The Foolish Gentlewoman by Margery Sharp
When I found a battered copy of The Foolish Gentlewoman by Margery Sharp in an Op Shop (otherwise known as a thrift shop or charity shop, depending on where you’re from), I thought myself very lucky indeed, as I’d adored The Nutmeg Tree, which featured a charming, disreputable heroine who lived her life with pleasure and without guilt.
I didn’t like The Foolish Gentlewoman quite so well. It was a more serious story sent in more somber times. It was still very enjoyable, though; the plot was good, the characters felt real and so did their various predicaments.
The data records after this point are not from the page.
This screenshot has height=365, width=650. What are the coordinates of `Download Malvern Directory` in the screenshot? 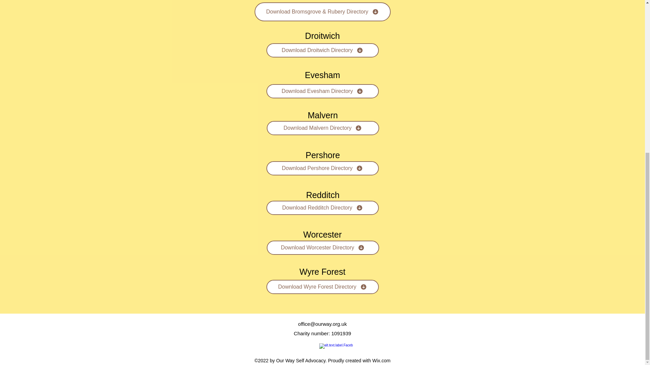 It's located at (323, 128).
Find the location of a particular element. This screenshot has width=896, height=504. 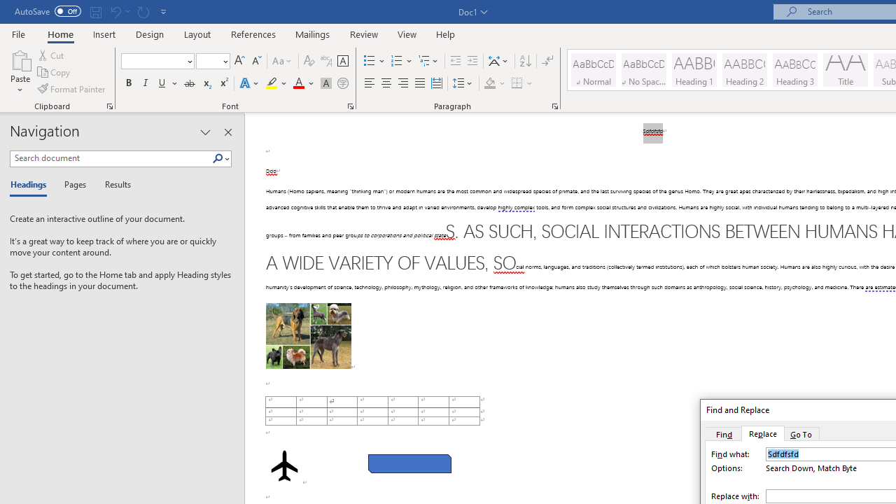

Sort... is located at coordinates (525, 62).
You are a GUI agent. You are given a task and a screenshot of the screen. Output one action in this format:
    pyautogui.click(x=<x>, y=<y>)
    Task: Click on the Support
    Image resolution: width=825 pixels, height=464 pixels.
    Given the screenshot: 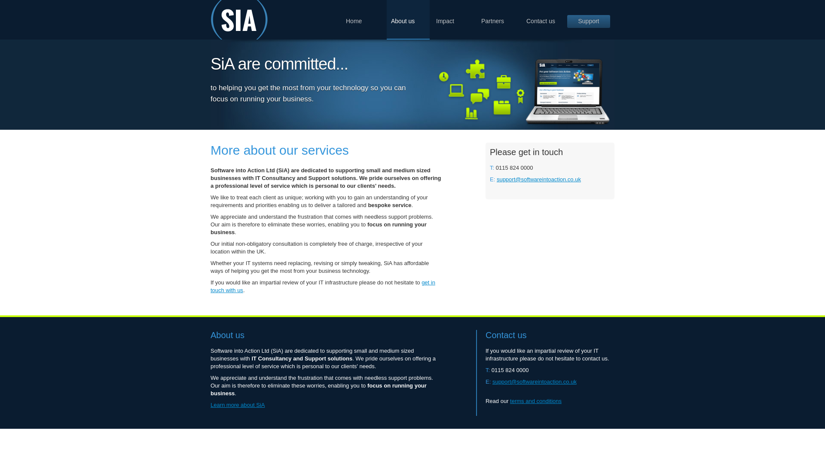 What is the action you would take?
    pyautogui.click(x=589, y=21)
    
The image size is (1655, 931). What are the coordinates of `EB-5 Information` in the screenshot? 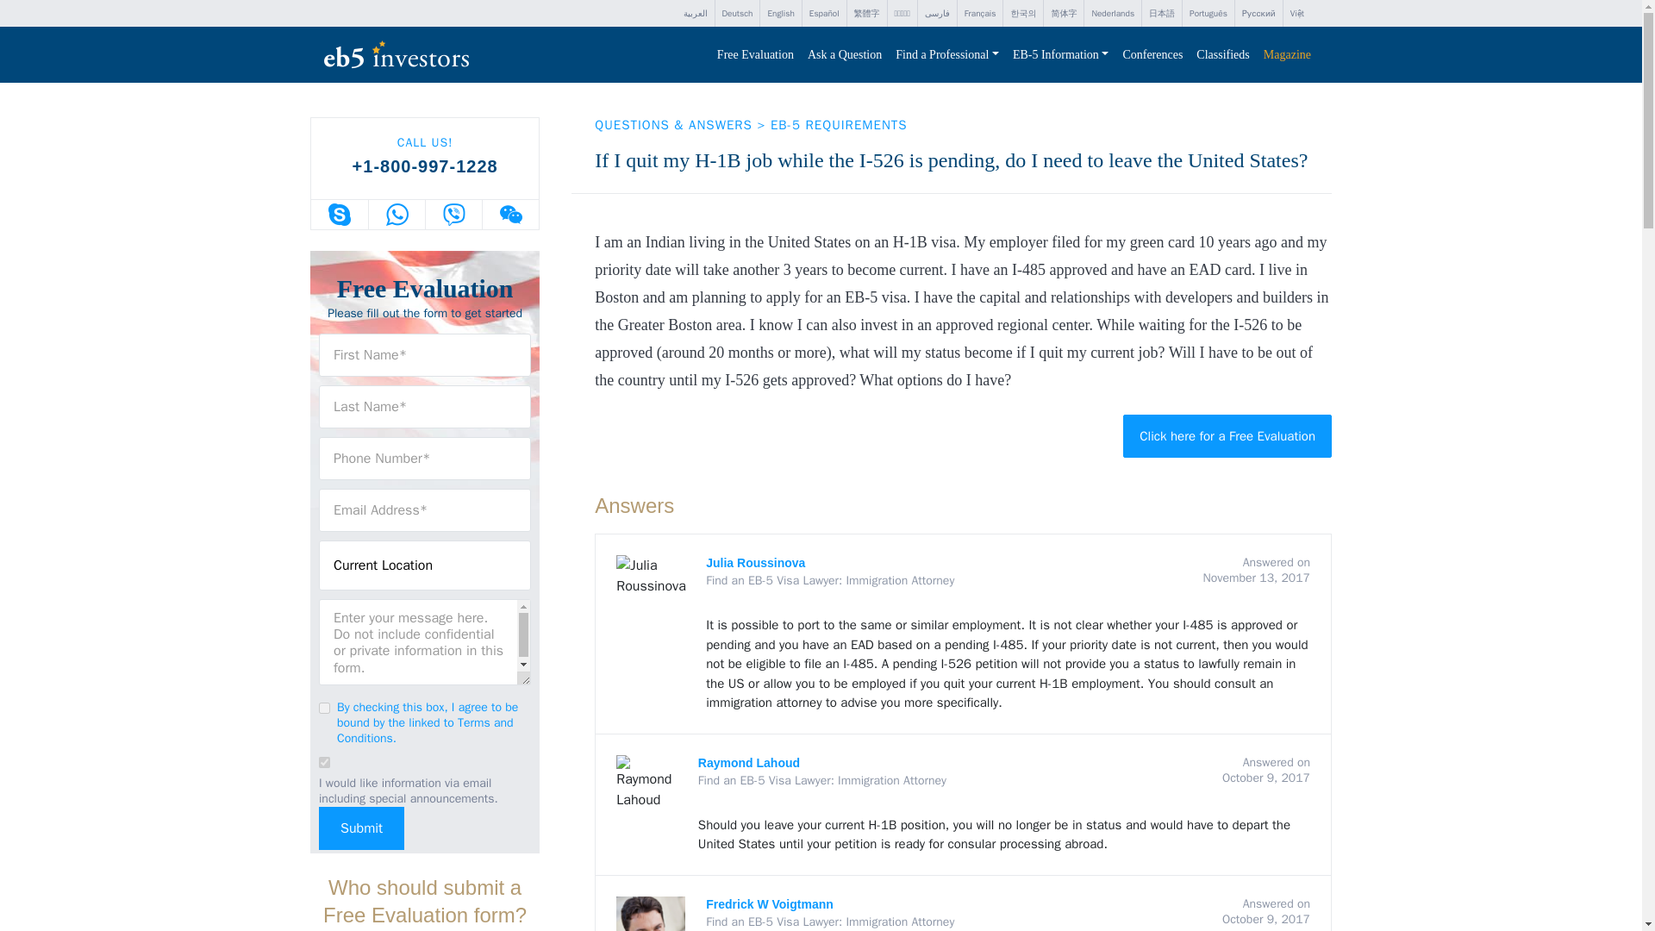 It's located at (1060, 55).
The story was set soon after the end of World War Two in London, when bombed homes were being rebuilt and food was still being rationed. Disapproving, set-in-his-ways Simon Brocken was forced to live with Isabel, his brother’s widow while the roof on his own home was being repaired, along with a menagerie of people and animals that Isabel had collected.
Along with Humphrey, a nephew of Isabel’s from New Zealand who sunbaked naked below the terrace, Isabel also had Jacqueline, a young companion who was a poor-relation of someone or other living with her at Chipping Lodge, plus a dog that Simon said in Isabel’s hearing should have been put down. Old friends of Isabel’s popped in and out and were made more or less welcome, while the house itself was managed by a Mrs Poole and her young daughter, Greta.
All was well until Isabel went to church and caught a few words of a sermon, which was surprising, because she freely admitted that she’d never really gotten into the habit of listening to sermons. The gist of the fateful words was that time did not absolve a person who had carried out an unkind act of having been unkind, which caused Isabel to reflect on something she had done a long time ago to another girl. In short, Isabel had prevented a romance from blossoming between a young man she was in love with and Tilly Cuff, another of Isabel’s poor relations, out of jealousy. Tilly had been very poor, and after leaving Isabel’s home soon after the thwarted romance, had always worked as a companion or as a nurse for her elderly, dying relations.
Isabel’s conscience got the better of her and she invited Tilly to stay with her at Chipping Lodge with the intention of signing over her home, money and worldly possessions to Tilly to make amends for the wrong she had done to her.
Simon, not surprisingly, was horrified, as was Humphrey, even though he knew and freely acknowledged he had no claim on his aunt’s property. The group already living at Chipping Lodge were even more dismayed when Tilly turned out to be a nasty troublemaker who completely upset the delicate balance in the house.
There were some very funny moments in this book, including a description of the other housemates sidetracking Tilly when she was going to do something terrible by saying they’d found a Colorado beetle, which backfired on them when Tilly phoned up the Ministry of Agriculture to report the find. When the Ministry phoned back, Humphrey intercepted the call and described the beetle as ‘being bright red, with black spots, and responsive to the cry of “Fly away home”; exchanged a few sentiments on the unreliability of women, and parted from the Ministry on friendly terms.‘
I enjoyed several references within the story to Jane Austen’s works, including the description of Humphrey and Jacqueline’s courtship as being at ‘Jane Austen’s tempo’, which seemed to me to be lovely, a slow-paced, leisurely romance compared to the speed of modern romances. I also enjoyed one character’s musings on seeing a sign over a shop that said ‘Elizabeth Collins’ – of course her imagination led her to wonder what might have happened if Elizabeth Bennet from Pride and Prejudice had married Mr Collins.
The Foolish Gentlewoman can be read on several levels; as witty, light entertainment, or as a deeper, thoughtful look at how people live with and atone for past behaviour that they believe was a sin.
I’ll continue to seek out other books by Margery Sharp.